After establishing your baseline neurologic exam and initiating any interventions, you then decide on whether the patient needs immediate operation, transfer, or admission. In any case, the patient should have frequent serial neurologic examinations done to immediately identify deterioration (rising ICP) and intervene. A decline in GCS of two points in the absence of confounding factors is generally significant and requires further diagnostic and therapeutic maneuvers. The worse the head injury, the more important a good and detailed neuro exam is! Anyone can pick up a GCS decline from 15 to 13, but identifying a drop from eight to six requires much more attention to detail.
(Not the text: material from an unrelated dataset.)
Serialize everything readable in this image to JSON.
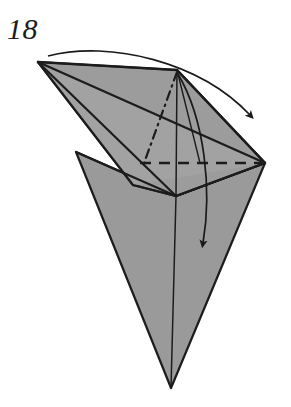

The Isolated Severe Head Injury
CT scan should be obtained if available. Follow the “four N’s” from the BLUF box (above). If initial GCS is greater than 8, serial neurological examinations can be used to follow the patient’s status. Call the neurosurgeon on call to let him or her know what you are doing; they will likely provide good advice. If the initial GCS is 8 or less, consider placing an ICP monitor or external ventricular drain if available (technique to follow). Employ the ICP management strategy (see the excellent JTTS clinical practice guideline) to keep sustained ICP less than 20. If this cannot be accomplished, consider performing decompressive craniectomy (technique to follow). Decompression should be performed on the side with the most abnormality on CT, or in the absence of CT, laterality can be determined based in the following neurologic findings : (1) ipsilateral to a penetrating head injury or dilated pupil and (2) contralateral to a hemiparesis/hemiplegia/Babinski’s sign. In a patient who has not had neuromuscular blockade, the presence of bilaterally large and nonreactive pupils (without significant globe injuries), the absence of all cranial nerve reflexes (cough, gag, corneal reflexes), and the absence of any response to peripheral and central noxious stimulation are extremely poor prognostic factors, and consideration should be given to treating them as expectant.
Severe Head Injury in the Multiple Trauma Patient
With the increasing prevalence of explosive injury mechanisms in combat trauma, multi-system injury including severe brain trauma is much more common than seen in civilian practice. Blast injuries will often result in a devastating combination of skull fractures, blunt parenchymal injury, and multiple fragmentation injuries (Fig. 25.1). These patients will typically present intubated and having received sedation and neuromuscular blockade. It is very important to try and obtain a GCS from the scene of the trauma to assess for a head injury. A patient with a low GCS at the scene, even in the absence of physical findings or CT findings consistent with a head injury, may indeed have a severe brain injury. Even with CT at your disposal, patients may harbor unrecognized head injuries. Occasionally, there will be a great deal of effort expended by the trauma/general surgeons in order to stabilize a patient, after which it is determined that the patient has an extremely poor neurologic prognosis (see paragraph above). Again, consideration must be given to palliating the patient. Also remember that the classic hemodynamic response of hypertension and bradycardia may not be present in the hypovolemic trauma patient.